Gustav Klimt is known for his portraits more than his landscapes. That said, the The Park (1906) gives us a strange juxtaposition of blue, green, and yellow dots, a pointillism (which influences the nine-tenths of this oil painting made up of foliage) and representation (which offers the tree trunks and grass at the bottom). Without the tree trunks, The Park would be almost entirely abstract.
Klimt abandons the pointillist effect in painting the tree trunks and grass. The moss on the thickest trunk is so finely detailed and visceral that I began to wonder if that moss was the beginning of the painting.
All of his landscapes were begun in the open air, though many were finished in the studio. It seems fair to call these landscapes plein air paintings.
Poet David St. John described a postcard of this painting as “an example of cliche so profuse it touched my heart”.

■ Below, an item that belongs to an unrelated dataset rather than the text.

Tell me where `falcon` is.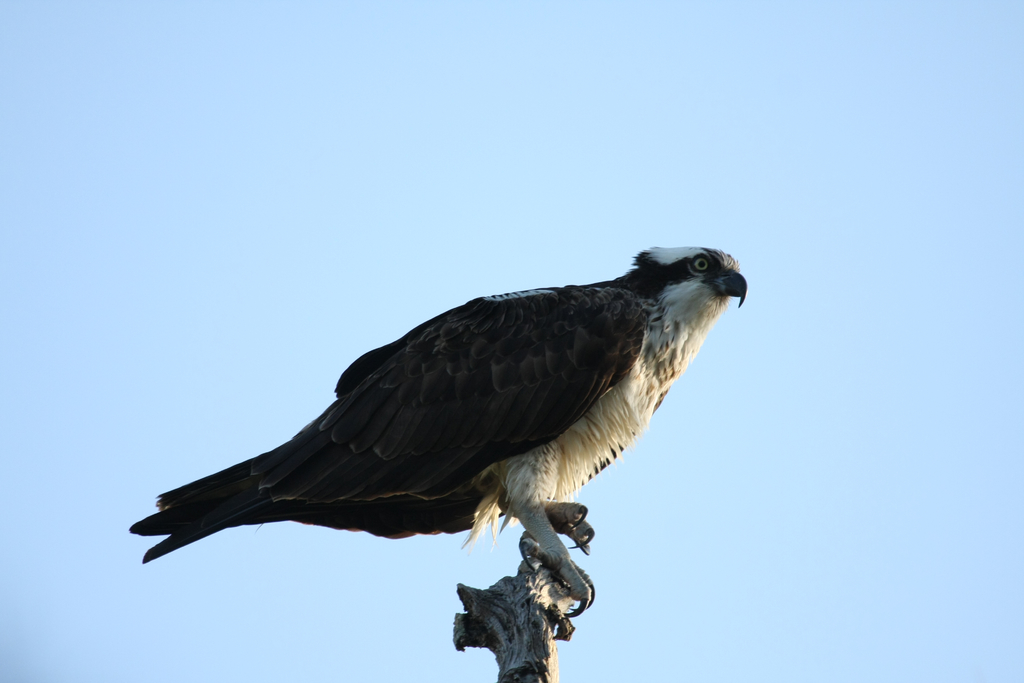
`falcon` is at l=132, t=231, r=786, b=627.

In “The Park"," St. John offers an ekphrasis of Klimt’s painting—one that refuses the separation of landscape and portrait. Like many of us, he reads his affective landscape into the painting. He figurates.

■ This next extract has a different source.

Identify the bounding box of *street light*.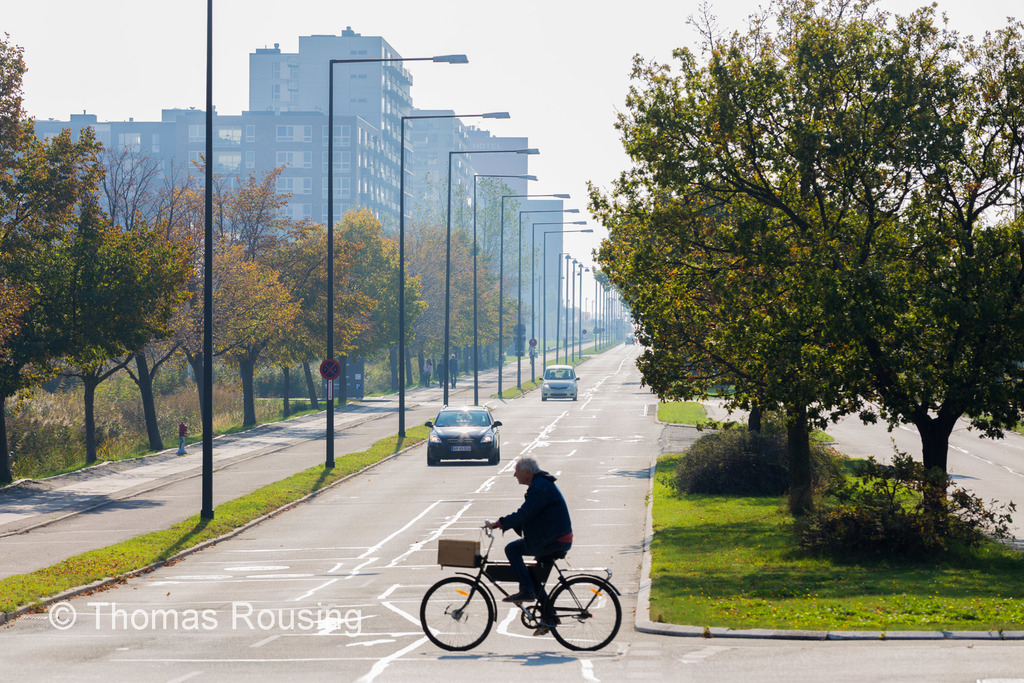
322, 47, 465, 472.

Each line begins in the majuscule: there is a formal presence that undercuts itself by resorting to ampersands. How do you capitalize an ampersand? What is the majuscule of a shortcut?
We are reminded that the poet is looking at the postcard rather than the painting. I don’t see St. John’s “solitary figure”?

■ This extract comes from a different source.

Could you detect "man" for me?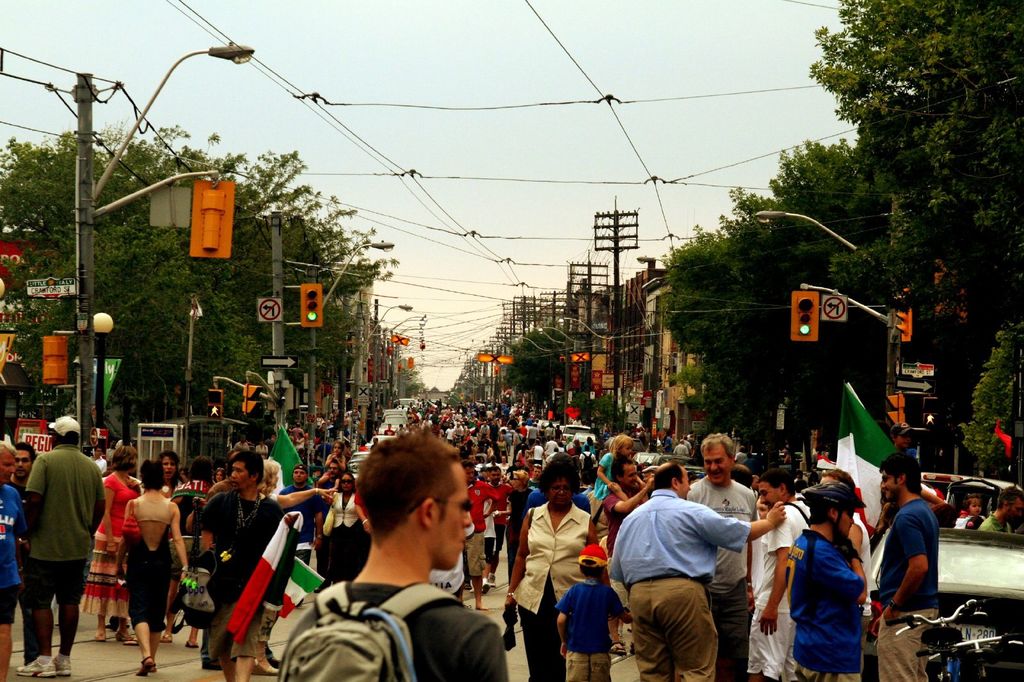
Detection result: left=23, top=415, right=106, bottom=678.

The poet keeps this image on his wall: he preserves it.
Moyra Davey has written about single images and fragments, how they possess "miniaturization", the "possibility of possessing the thing." Images locked to the wall in her room form a "psychic landscape".
Imago lucis opera expressa: Roland Barthes uses this Latin expression to designate an image expressed by the action of light, which is how he defines photography. And Susan Sontag called a photo "a trace, something directly stenciled off the real, like a footprint or a death mask...the registering of an emanation."
Although there is no photo in St. John’s poem, I can’t help reading a photo image into the speaker’s view of Klimt’s The Park. It is as if the emanating spirit of a moment he recollects is there, in that painting. A photo that wasn’t taken. A postcard that mines the gap.
Apropos of nothing, my favorite park piece by Klimt is The Park at Schönbrunn Palace (1916). The reflection is staggering.